This is really only even marginally appropriate if you want to do something like this:

  return Object.entries(myObject)
    .filter(([, value]) => value % 2 === 0)
    .map(([key, value]) => `${key} has even value ${value}`);
Skipping the key in the `filter` call is probably straightforward enough that nobody is going to be confused about what's happening. But if you're doing this for a tuple of any significant length, you're just papering over a much more serious problem that's already present in your code.
1 comments

The rare case for me is when you really care about size.
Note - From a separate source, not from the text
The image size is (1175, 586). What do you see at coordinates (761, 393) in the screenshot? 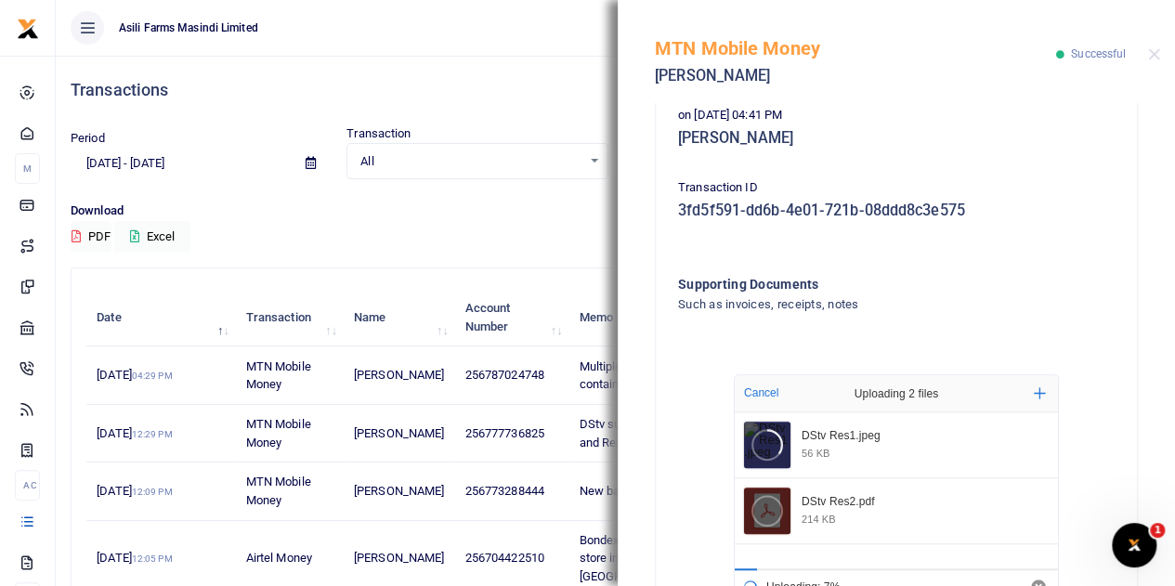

The destructured variables can be renamed by the minifier while an object will keep the property names.
maybe interesting: the obj destructuring may be a bit faster than array destructuing (and not destructuring at all is sometimes a bit faster too). setup a small benchmark here https://jsbench.me/eolakmvsor/1

just storing the data and accessing it as a tuple seems to not be the significantly slow part, but instead its destructuring the array that can be a bit slow. i remember seeing some threads with e.g. useState hooks in react needing array destructuring optimizations, but appears to still be a bit slower https://docs.google.com/document/d/1hWb-lQW4NSG9yRpyyiAA_9Kt...

caveat: depends on browser (chrome vs firefox behavior is different for example) and may vary over time

That's where gzip or brotli come in. In a lot of cases the number of bytes over the wire hardly changes.